Reading a book about a mouse who goes into space to an audience of pediatric patients and other children, Lindgren encouraged them to pursue their dreams.

"I was about your age when I decided I wanted to become an astronaut," he told them.

The visit was part of a U.S. homecoming tour for Lindgren since his December 2015 return from the space station. During the mission, Lindgren operated a robotic arm that launched a satellite and repaired equipment, completed two spacewalks to maintain a meter that measures cosmic rays and the station's temperature control system, and studied the effect of time in space on plants and humans. He was part of the first U.S. crew to eat a vegetable (lettuce) grown in orbit.

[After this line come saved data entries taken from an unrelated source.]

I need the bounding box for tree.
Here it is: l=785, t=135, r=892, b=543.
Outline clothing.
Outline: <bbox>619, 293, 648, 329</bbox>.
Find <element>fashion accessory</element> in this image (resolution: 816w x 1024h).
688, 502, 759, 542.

Lindgren used his Twitter account to engage with people on Earth during his mission — showing images of how he exercised, making references to Star Wars and playing bagpipes in space for what is believed to be the first time in history.

His account @astro_kjell also shared breathtaking images of Earth, briefly creating a Twitter fight when he posted an overhead view of Minneapolis only. He addressed that four days later after the station passed back over the Midwest.

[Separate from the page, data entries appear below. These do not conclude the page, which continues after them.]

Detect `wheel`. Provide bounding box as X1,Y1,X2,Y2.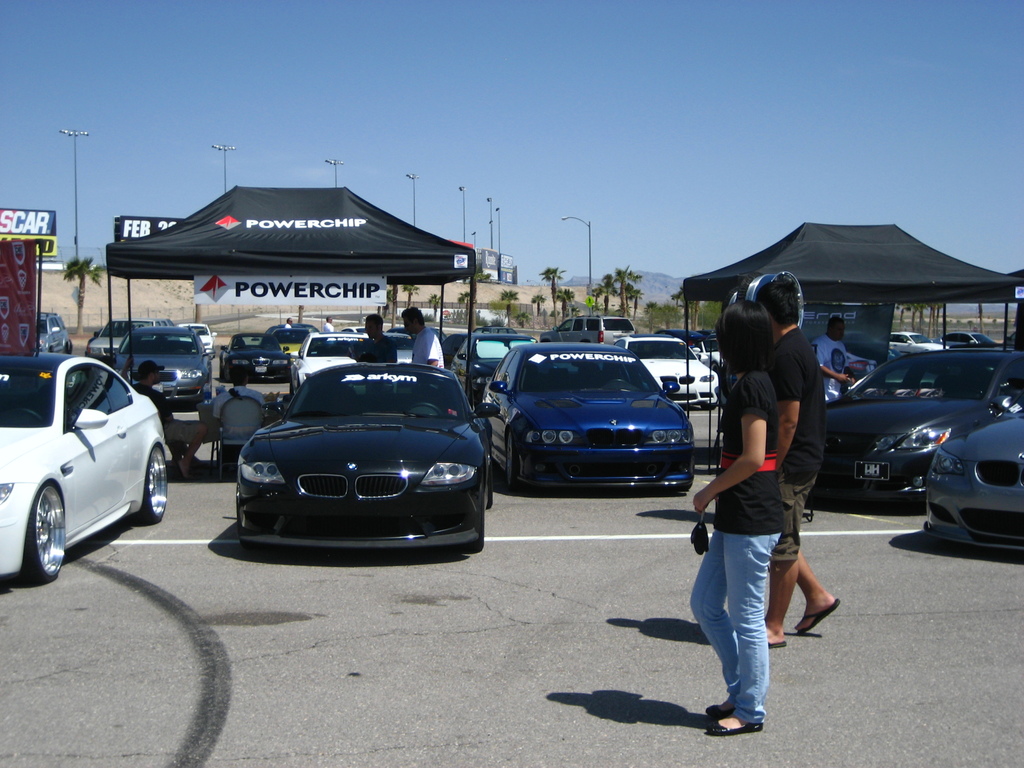
132,442,167,522.
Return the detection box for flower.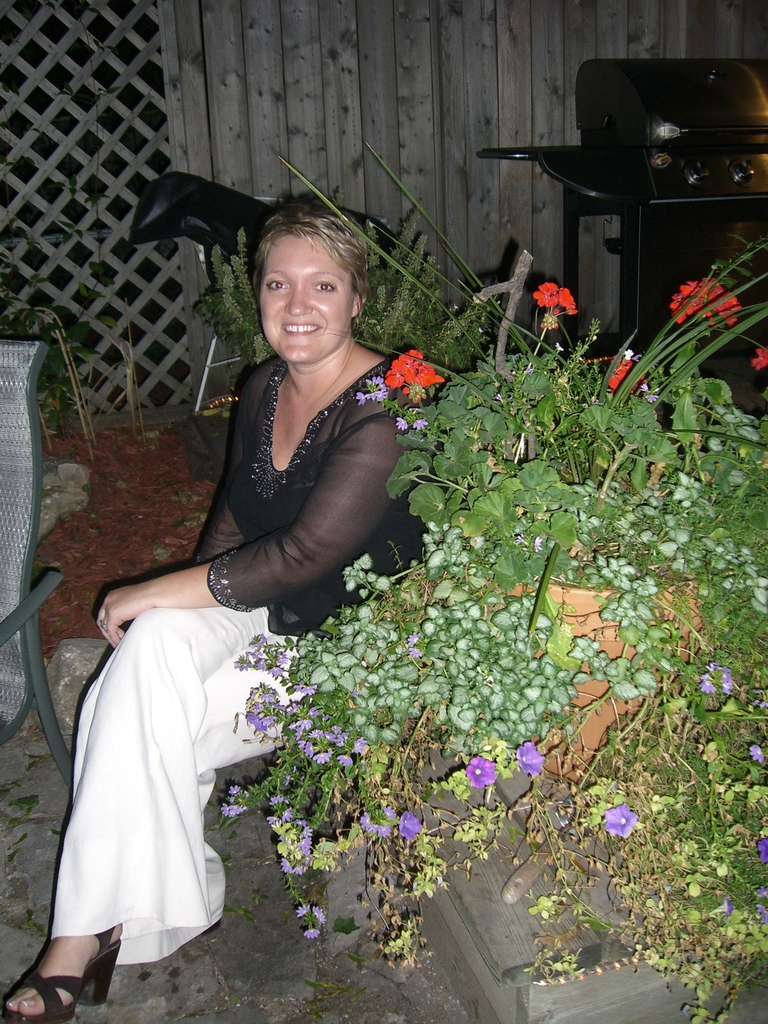
locate(377, 821, 390, 835).
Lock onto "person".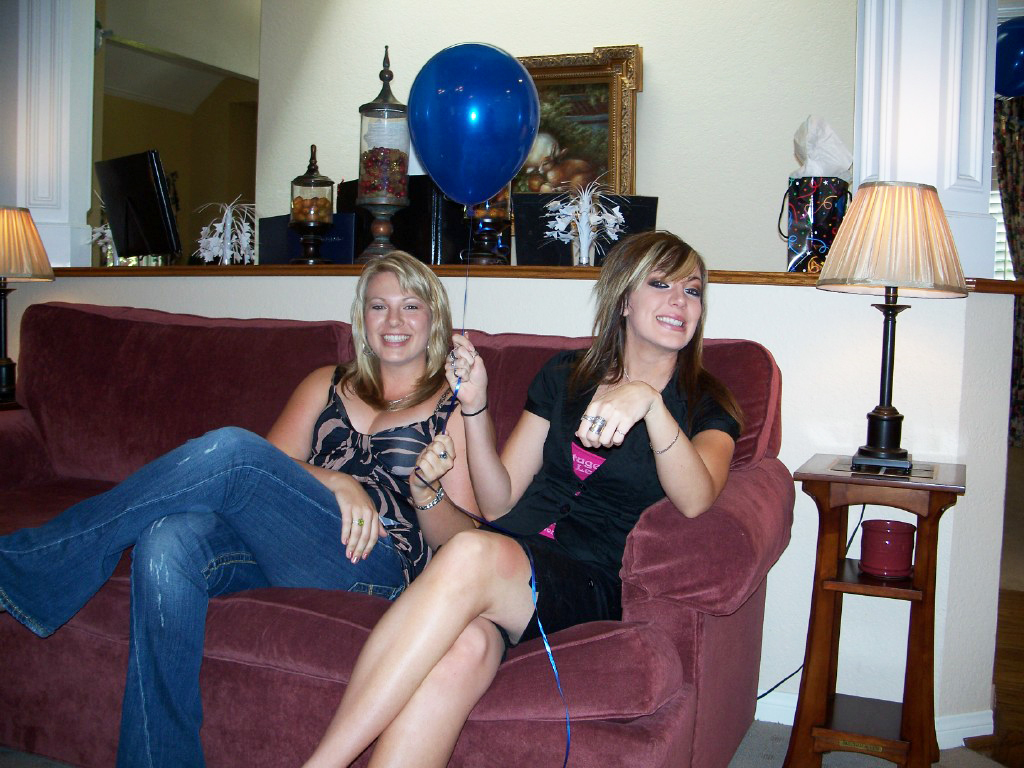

"I sensed some sibling rivalry from Tuesday's post," he said in a tweet from the station that accompanied a new picture. "Here's the twin! Good morning St. Paul!"

Lindgren served on the station with Scott Kelly, who is part of a study examining the varying effects of space on identical twins. Kelly's brother, who previously served on the station, wrote the book "Mousetronaut," which Lindgren brought to HCMC to read, along with replica stickers of his mission badge to hand out.

Lindgren also participated on Wednesday in an eye movement study at HCMC, then addressed the hospital's annual meeting. The doctor spent three years in an emergency medicine residency at HCMC, including one year as chief resident, until his training ended in 2005. He said it prepared him for work in space and for the spacewalks that were the greatest challenges he had ever faced.

"In the emergency department … we have to make decisions with incomplete information that have critical outcomes, life and death outcomes," he said. "We have to work very effectively with teams of highly skilled people … and those are things that I did in the emergency department that I continued to do while on the space station."

After the book reading, the children launched questions at the astronaut.

What did he eat for breakfast? (Breakfast burritos, because crumby bread is a mess in space.)

What was the coolest thing he saw? (The aurora lights that looked like a "confluent ocean of neon green that's not stationary but with concentrated bands of light wiggling like snakes.")

Why was the mouse in the book different? (Because he had special gifts that ended up saving the mission.)

Lindgren grimaced at the last question: Are spacesuits comfortable?

"You're going to get me in trouble," he laughed. "Let's say that they were really, really comfortable and then we'll talk afterward."